SoylentNews is people

SoylentNews is powered by your submissions, so send in your scoop. Only 17 submissions in the queue.
posted by Fnord666 on Wednesday July 17 2019, @02:29PM   Printer-friendly
from the not-all-bad dept.

Submitted via IRC for AnonymousLuser

Facebook open-sources Hermes JavaScript engine to improve React Native Android app performance

Facebook is continuing its open-sourcing spree with the launch of a new JavaScript engine designed to improve the performance of big apps on Android devices, the company announced today at the Chain React conference in Portland, Oregon.

Mobile apps are getting increasingly larger, which can pose problems — particularly for devices with limited storage or processing power. This is one reason many big tech firms, including Spotify, Uber, and Facebook itself, have taken to launching “lite” versions of their apps. But what if developers could improve the performance of their main apps by using an optimized JavaScript engine that reduces the download size and boosts startup performance?

That’s what Facebook set out to do first with its own suite of apps, for which it developed the Hermes JavaScript engine, which is now available on GitHub for any developer to use.

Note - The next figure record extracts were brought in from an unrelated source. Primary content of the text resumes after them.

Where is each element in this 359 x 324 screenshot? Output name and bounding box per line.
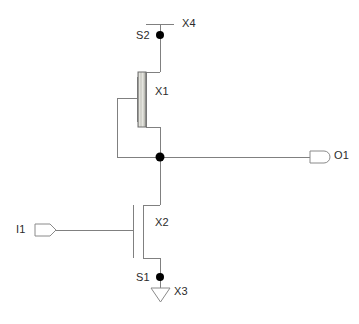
label-x4: X4 xyxy=(182,18,196,29)
output-port-shape[interactable] xyxy=(310,151,330,163)
circuit-schematic-svg xyxy=(0,0,359,324)
label-x1: X1 xyxy=(155,86,169,97)
pmos-gate-plate xyxy=(138,72,146,127)
junction-dot-s2 xyxy=(156,31,164,39)
label-s1: S1 xyxy=(136,272,150,283)
junction-dot-s1 xyxy=(156,273,164,281)
label-i1: I1 xyxy=(16,224,26,235)
label-o1: O1 xyxy=(334,150,349,161)
input-port-shape[interactable] xyxy=(35,224,56,236)
schematic-canvas: X4 S2 X1 O1 I1 X2 S1 X3 xyxy=(0,0,359,324)
label-x2: X2 xyxy=(155,217,169,228)
ground-triangle-icon xyxy=(151,288,170,302)
label-s2: S2 xyxy=(136,30,150,41)
label-x3: X3 xyxy=(174,286,188,297)
junction-dot-output xyxy=(156,153,165,162)
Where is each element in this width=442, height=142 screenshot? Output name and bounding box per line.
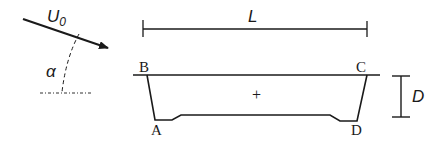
corner-label-d: D: [351, 122, 362, 138]
angle-arc: [62, 34, 79, 92]
depth-dimension: [392, 76, 410, 117]
length-label: L: [248, 7, 257, 26]
corner-label-c: C: [356, 59, 366, 75]
hull-cross-section-diagram: U0 α L B C A D + D: [0, 0, 442, 142]
centroid-marker: +: [252, 86, 261, 103]
velocity-label: U0: [47, 7, 66, 29]
angle-label: α: [46, 62, 57, 81]
corner-label-b: B: [139, 59, 149, 75]
depth-label: D: [412, 87, 424, 106]
corner-label-a: A: [151, 122, 162, 138]
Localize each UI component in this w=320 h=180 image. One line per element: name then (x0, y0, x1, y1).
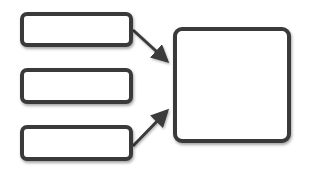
input-box-3 (20, 125, 133, 161)
arrow-3 (133, 111, 167, 146)
arrow-1 (133, 30, 167, 61)
output-box (173, 27, 291, 143)
input-box-2 (20, 68, 133, 104)
input-box-1 (20, 12, 133, 47)
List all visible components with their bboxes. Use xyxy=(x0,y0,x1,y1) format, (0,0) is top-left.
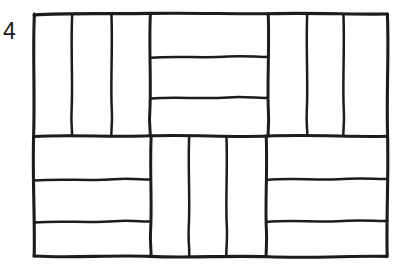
tile-divider-top-middle-1 xyxy=(151,56,268,58)
tiling-diagram xyxy=(0,0,415,279)
frame-bottom-edge xyxy=(34,256,387,257)
tile-divider-top-right-2 xyxy=(343,14,344,135)
block-divider-horizontal-middle xyxy=(34,135,387,136)
block-divider-vertical-bottom-right xyxy=(266,136,267,256)
tile-divider-bottom-middle-2 xyxy=(226,136,227,256)
tile-divider-top-right-1 xyxy=(307,14,308,136)
tile-divider-bottom-left-1 xyxy=(34,179,151,181)
tile-divider-top-left-2 xyxy=(111,14,112,136)
block-divider-vertical-top-left xyxy=(149,14,150,136)
tile-divider-top-left-1 xyxy=(71,15,72,136)
figure-container: 4 xyxy=(0,0,415,279)
block-divider-vertical-top-right xyxy=(268,14,269,136)
frame-top-edge xyxy=(34,13,387,15)
block-divider-vertical-bottom-left xyxy=(150,136,151,256)
tile-divider-bottom-right-2 xyxy=(267,220,388,222)
tile-divider-top-middle-2 xyxy=(151,97,268,99)
tile-divider-bottom-right-1 xyxy=(267,178,388,180)
tile-divider-bottom-left-2 xyxy=(34,221,151,223)
tile-divider-bottom-middle-1 xyxy=(189,136,190,256)
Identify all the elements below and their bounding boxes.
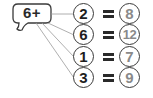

“To increase the performance of Facebook’s apps, we have teams that continuously improve our JavaScript code and platforms,” the company wrote in a blog post. “As we analyzed performance data, we noticed that the JavaScript engine itself was a significant factor in startup performance and download size. With this data in hand, we knew we had to optimize JavaScript performance in the more constrained environments of a mobile phone compared to a desktop or laptop.”

According to Facebook, Hermes helps improve three core app attributes: time-to-interact (TTI), which is the time it takes from launching an app to when it becomes fully loaded and usable; download size (Android .APK size); and memory utilization.


Original Submission

 
This discussion has been archived. No new comments can be posted.
Display Options Threshold/Breakthrough Mark All as Read Mark All as Unread
The Fine Print: The following comments are owned by whoever posted them. We are not responsible for them in any way.
  • (Score: 3, Interesting) by FatPhil on Wednesday July 17 2019, @10:10PM

    by FatPhil (863) <{pc-soylent} {at} {asdf.fi}> on Wednesday July 17 2019, @10:10PM (#868234) Homepage
    I'm a web-infested-with-JS hater. One of the haterest. I want my *webpages* to be webpages, renderings of an information resource, I don't want to be interacting with an "app". I'm also a low level coder, often C, and also in a realtime/embedded environment. So that's my background when approaching this topic.

    However, I think that Javascript is a fine language for "apps", mobile or not, if those are the kinds of things that you want to be interacting with. With a rich enough native library, there's very little reason to write high level code in anything but an easily-patchable scripting language. The existence of a text edit box in an app shouldn't incur more than one additional line in the app's source to create it, and one to read its value. Everything else should be in the native library. With a modern embedded processor, the parsing and handling of each of these lines should be measurable in terms of microseconds, much less than the time spent within the library that actually does the work, and therefore should not be a bottleneck.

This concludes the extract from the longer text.